I won’t get too much into this here, but in short you’ve got two types of hypertrophy you can stimulate; one, myofibrillar and two, sarcoplasmic. The former is legit growth of the contractile elements (adding sarcomeres). In contrast, the latter, is the growth of all the non-contractile elements (glycogen, collagen, etc).

The best way to stimulate the growth of the contractile units is through mechanical tension (myofibrillar growth); that is, heavy weights/lower reps. You want to get stronger and thus apply more tension to your muscles over time. And of course, to use heavy weights, you obviously need to be resting sufficiently between sets.

BUT, this is not going to optimize your gains if this is ALL you do.
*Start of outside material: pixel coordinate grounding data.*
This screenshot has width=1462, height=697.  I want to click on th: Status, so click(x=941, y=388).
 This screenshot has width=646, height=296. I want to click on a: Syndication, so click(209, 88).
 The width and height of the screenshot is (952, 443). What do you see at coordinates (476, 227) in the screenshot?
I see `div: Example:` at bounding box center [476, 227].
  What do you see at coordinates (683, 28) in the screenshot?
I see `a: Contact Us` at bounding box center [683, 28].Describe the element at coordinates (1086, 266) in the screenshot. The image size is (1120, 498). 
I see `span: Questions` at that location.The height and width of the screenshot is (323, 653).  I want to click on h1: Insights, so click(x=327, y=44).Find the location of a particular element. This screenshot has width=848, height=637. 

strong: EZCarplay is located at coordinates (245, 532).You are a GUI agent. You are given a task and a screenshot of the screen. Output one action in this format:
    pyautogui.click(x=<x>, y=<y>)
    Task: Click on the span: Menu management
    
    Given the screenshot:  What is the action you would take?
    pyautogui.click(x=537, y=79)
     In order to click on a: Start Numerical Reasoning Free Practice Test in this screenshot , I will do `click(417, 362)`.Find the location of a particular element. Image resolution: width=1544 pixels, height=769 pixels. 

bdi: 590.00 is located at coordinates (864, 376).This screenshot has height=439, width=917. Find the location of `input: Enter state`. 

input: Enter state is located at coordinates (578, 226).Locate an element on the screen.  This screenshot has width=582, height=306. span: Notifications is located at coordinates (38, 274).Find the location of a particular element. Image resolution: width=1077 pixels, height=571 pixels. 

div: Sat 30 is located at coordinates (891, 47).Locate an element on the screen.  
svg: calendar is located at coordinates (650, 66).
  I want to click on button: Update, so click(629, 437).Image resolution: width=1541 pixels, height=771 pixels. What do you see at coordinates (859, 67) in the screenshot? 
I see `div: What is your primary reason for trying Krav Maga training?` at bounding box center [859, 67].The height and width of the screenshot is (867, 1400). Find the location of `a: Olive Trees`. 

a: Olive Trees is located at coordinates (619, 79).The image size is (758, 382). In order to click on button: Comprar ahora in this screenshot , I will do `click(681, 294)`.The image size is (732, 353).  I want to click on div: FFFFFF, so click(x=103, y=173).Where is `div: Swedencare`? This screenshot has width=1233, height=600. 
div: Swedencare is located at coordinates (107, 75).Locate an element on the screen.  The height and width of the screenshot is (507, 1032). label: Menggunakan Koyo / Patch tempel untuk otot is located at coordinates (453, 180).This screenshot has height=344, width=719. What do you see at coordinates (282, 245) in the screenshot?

The best way to stimulate the growth of the non-contractile elements (sarcoplasmic growth) is through the pump/cell swelling, metabolic stress, etc. Think of that pain and burning feeling you get that you try to push through as metabolic byproducts accumulate in the muscle. Of course even here the mindset should still be to get stronger and add weight over time, but the how-to here is different than with the heavy, low-rep work. Here you’re focusing on moderate to high reps, longer eccentrics and time under tension, constant tension, shorter rest intervals for incomplete recovery, etc.

Basically think of the heavy work that starts your workout as “strength training” and the secondary work that finishes it as “bodybuilding training”.

So, to recap, the best approach to building muscle is likely going to be a combination of the two. You’d want to start your workout with a big, heavy compound movement for a given bodypart (squats, bench, rows, shoulder press, deadlift, etc) and your focus is simply to get stronger over time. Reps are low, rest is long. For example, a 5×5 set up works here.

After the heavy/strength training work is done, you move onto your “bodybuilding work” and train in the moderate to high ranges, with shorter rests (30-90s let’s say), maybe some added intensity techniques, etc. This is where you’re adding the volume and is typically where you’re using more “targeted” exercises to hit muscle groups.

It’s this second part you really don’t often see trainees doing right. Stop resting so long!